Don’t try to turn your case study into advertising. You want it to feel genuine, not mechanical and sanitized — you want the Yelp review, not a movie poster blurb.
Get the most from your case study.
None of this means a case study should be done higgledy-piggledy. Like any other bit of content, it should be planned out — are you trying to highlight a particular part of your business? A particular type of customer or industry? A specific challenge that you think your business is ideally suited to overcoming?
All of those things should inform your choice of client and project.
Obviously, you want to choose a client that was happy with your work.
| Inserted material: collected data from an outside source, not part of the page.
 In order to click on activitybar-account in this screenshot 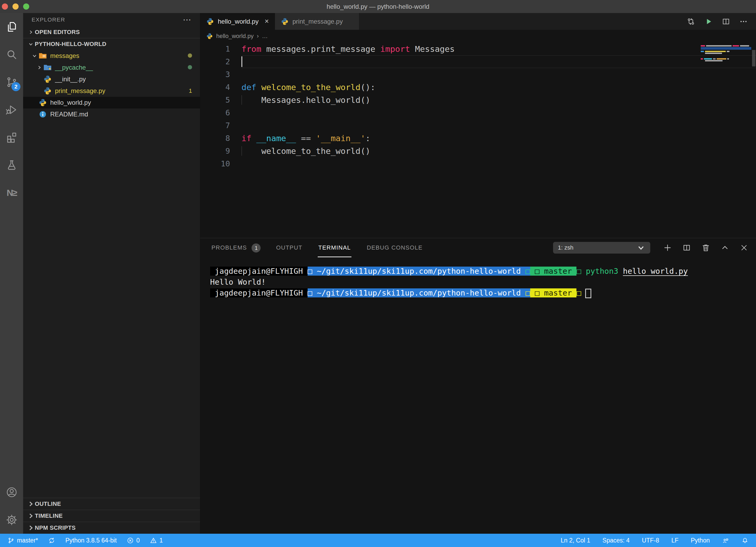, I will do `click(11, 492)`.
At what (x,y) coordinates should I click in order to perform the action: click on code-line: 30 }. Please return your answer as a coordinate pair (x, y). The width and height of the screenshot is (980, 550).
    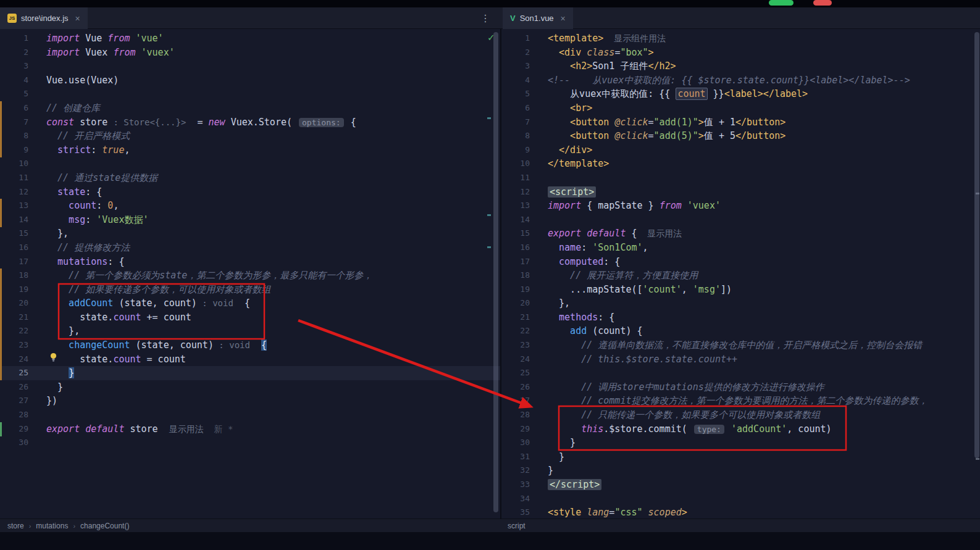
    Looking at the image, I should click on (741, 443).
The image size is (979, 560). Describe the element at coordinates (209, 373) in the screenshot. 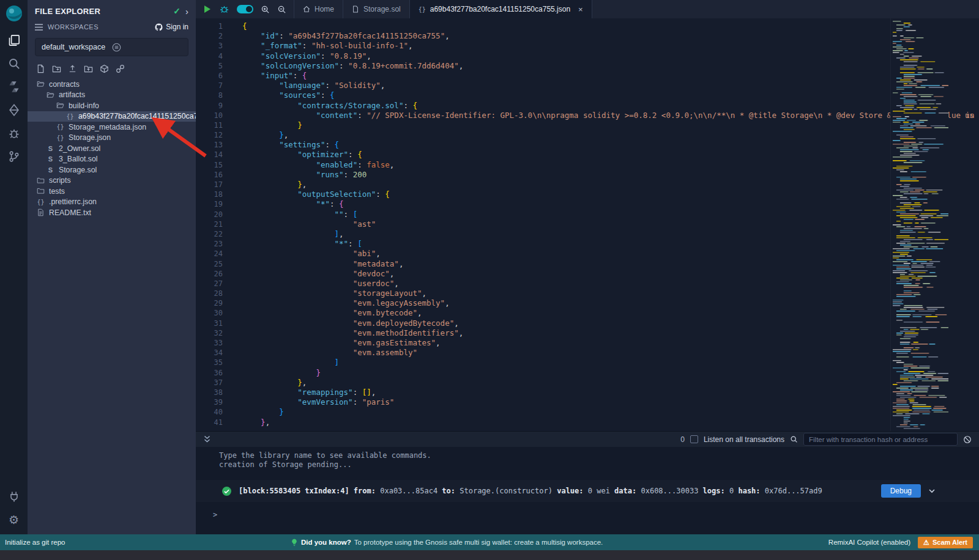

I see `line-number: 36` at that location.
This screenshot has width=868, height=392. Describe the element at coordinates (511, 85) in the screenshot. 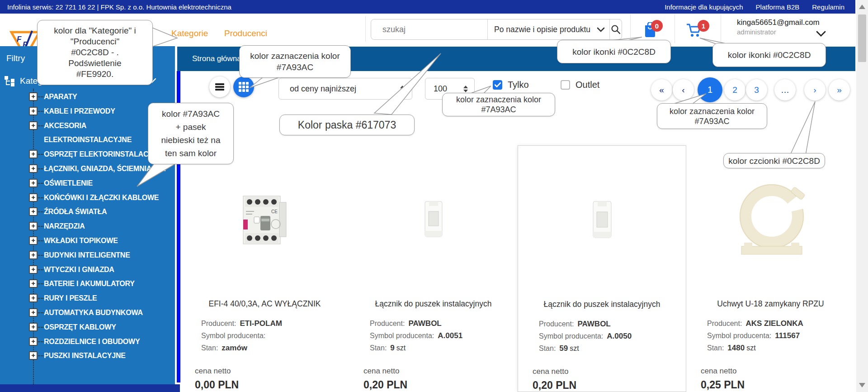

I see `only-available-checkbox-row: Tylko` at that location.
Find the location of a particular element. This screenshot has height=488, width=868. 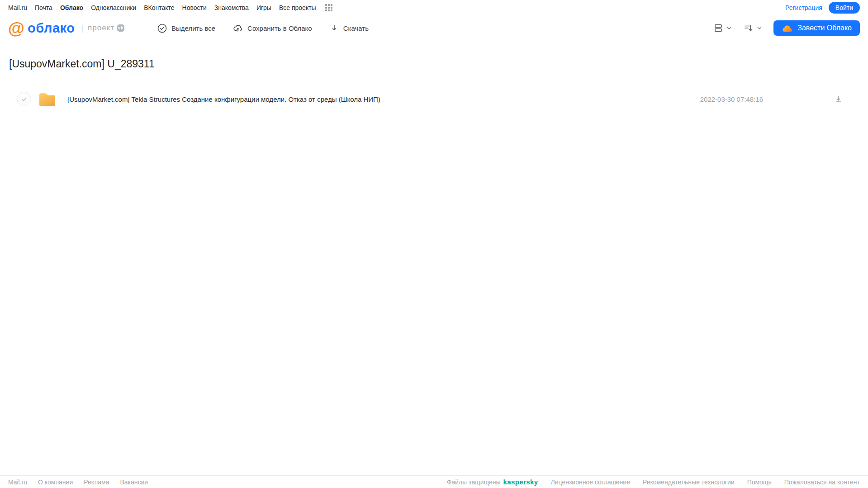

cloud-logo: @ облако | проект vk is located at coordinates (66, 28).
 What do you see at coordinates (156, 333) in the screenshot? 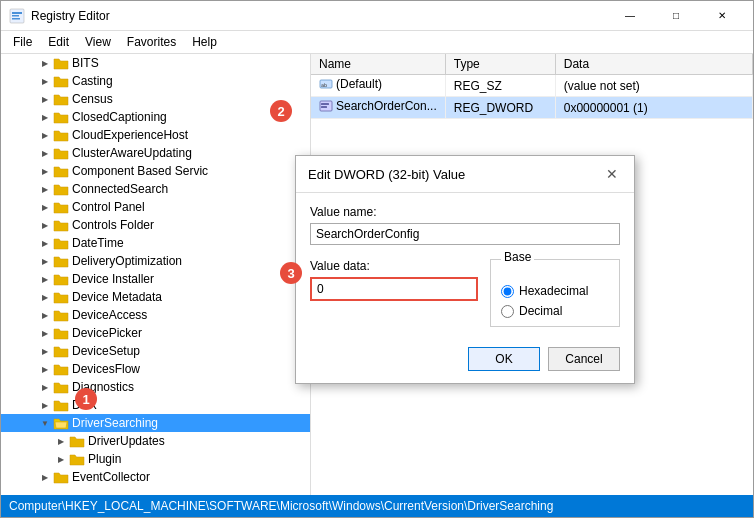
I see `tree-item-devicepicker: ▶ DevicePicker` at bounding box center [156, 333].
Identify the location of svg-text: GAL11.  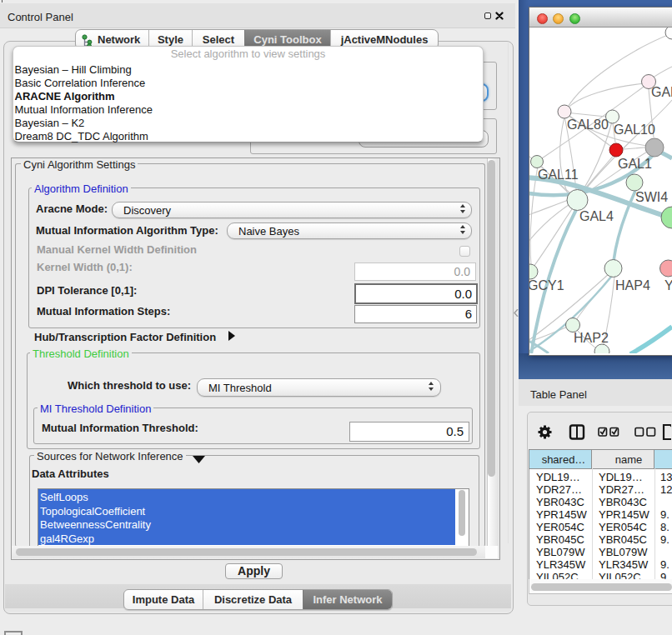
(559, 175).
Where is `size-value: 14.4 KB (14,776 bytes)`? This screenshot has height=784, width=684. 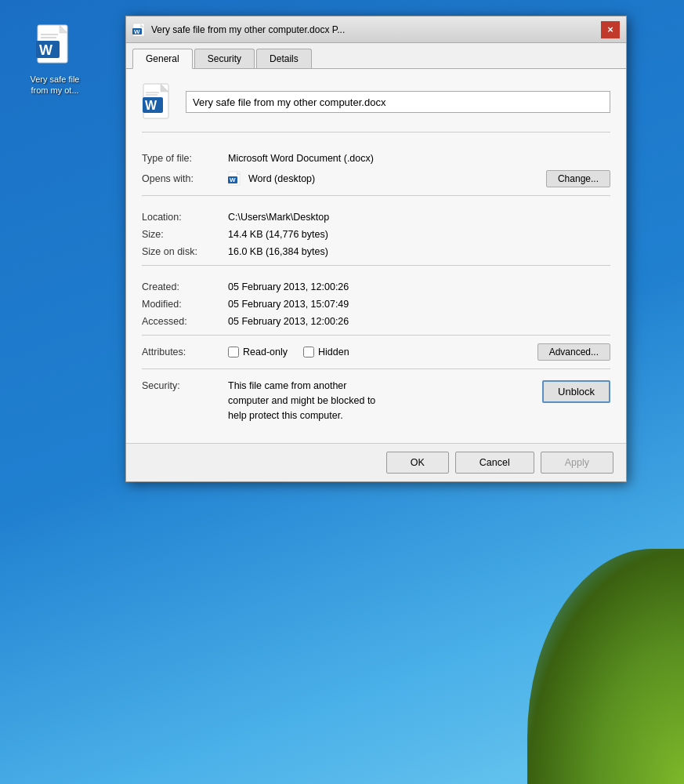 size-value: 14.4 KB (14,776 bytes) is located at coordinates (419, 234).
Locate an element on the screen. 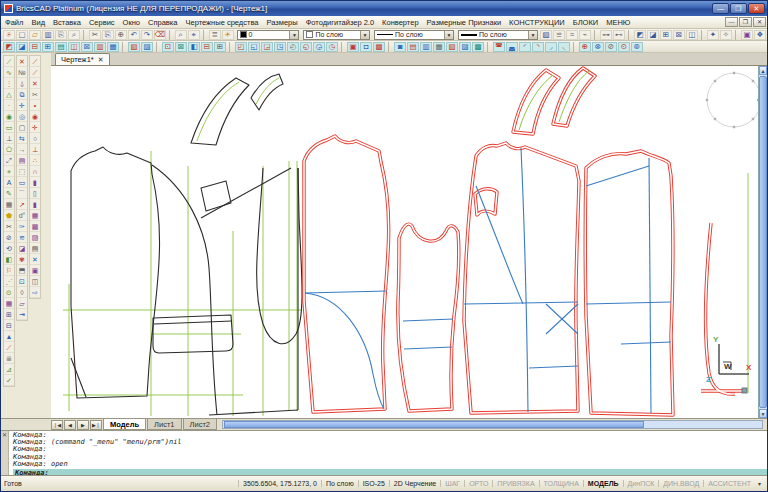  pattern-tool-icon: ⊞ is located at coordinates (220, 47).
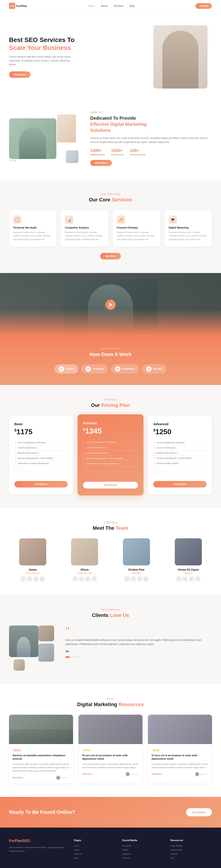  What do you see at coordinates (180, 453) in the screenshot?
I see `feature-advanced-3: Beautiful Data Driven: 3` at bounding box center [180, 453].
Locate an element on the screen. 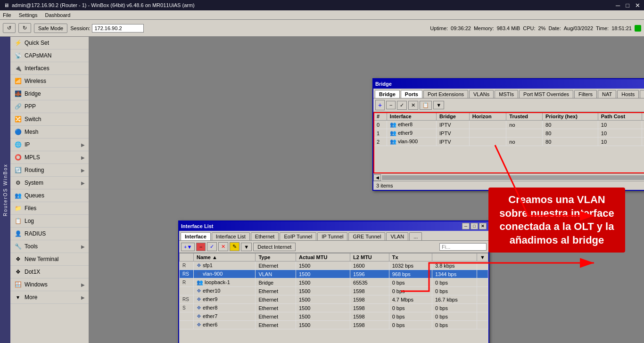 This screenshot has height=343, width=644. sidebar-item-ppp: 🔗 PPP is located at coordinates (50, 106).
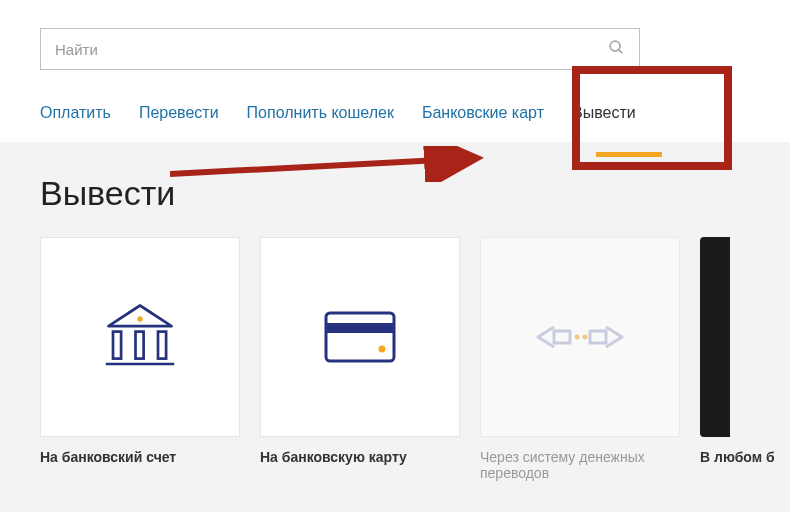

If you can’t find a client that will spotlight your strengths without coaching and heavy editing, you may have bigger problems than your content.
A lot of people get hung up on “editing” and try to scrub anything that’s remotely critical of the business. This is a fool’s errand whether it’s an internal case study or one done by a journal or trade pub. Your own radar for criticism is far more sensitive than anyone else who’ll read the study, and trying to exercise strict control won’t do anything but obscure good info (in the case of an internal study) or alienate a publication (in the case of an external one).
(Nothing pisses journalists off more than “helpfully” offering to look over a piece before it gets printed — it shows a measure of contempt for their editorial process and comes across as a bald-faced attempt to force them into saying what you want. Trust me: neither will get you good coverage.)
Case studies that include feedback from technical stakeholders ring truer than ones that only quote a VP of Marketing. Unless your product is geared towards the ad/marketing side of a business, you’re going to want techies — engineers, developers, people who get their hands dirty. Those are the guys who’ll have the real insight, and they speak a language your audience will understand. Who better to convince a lead engineer than another lead engineer?
And last but not least, remember that a case study needs to be readable. This isn’t a post-mortem for an Army Corps of Engineers project — it’s a powerful piece of content that people should want to read and share. Make it fun. Make it funny. Reveal insights that will fascinate your audience, while simultaneously showing off what your business does best.
A good case study is self-propagating. If you make it informative and fun to read, you won’t need to worry about promoting it — your audience will do that for you.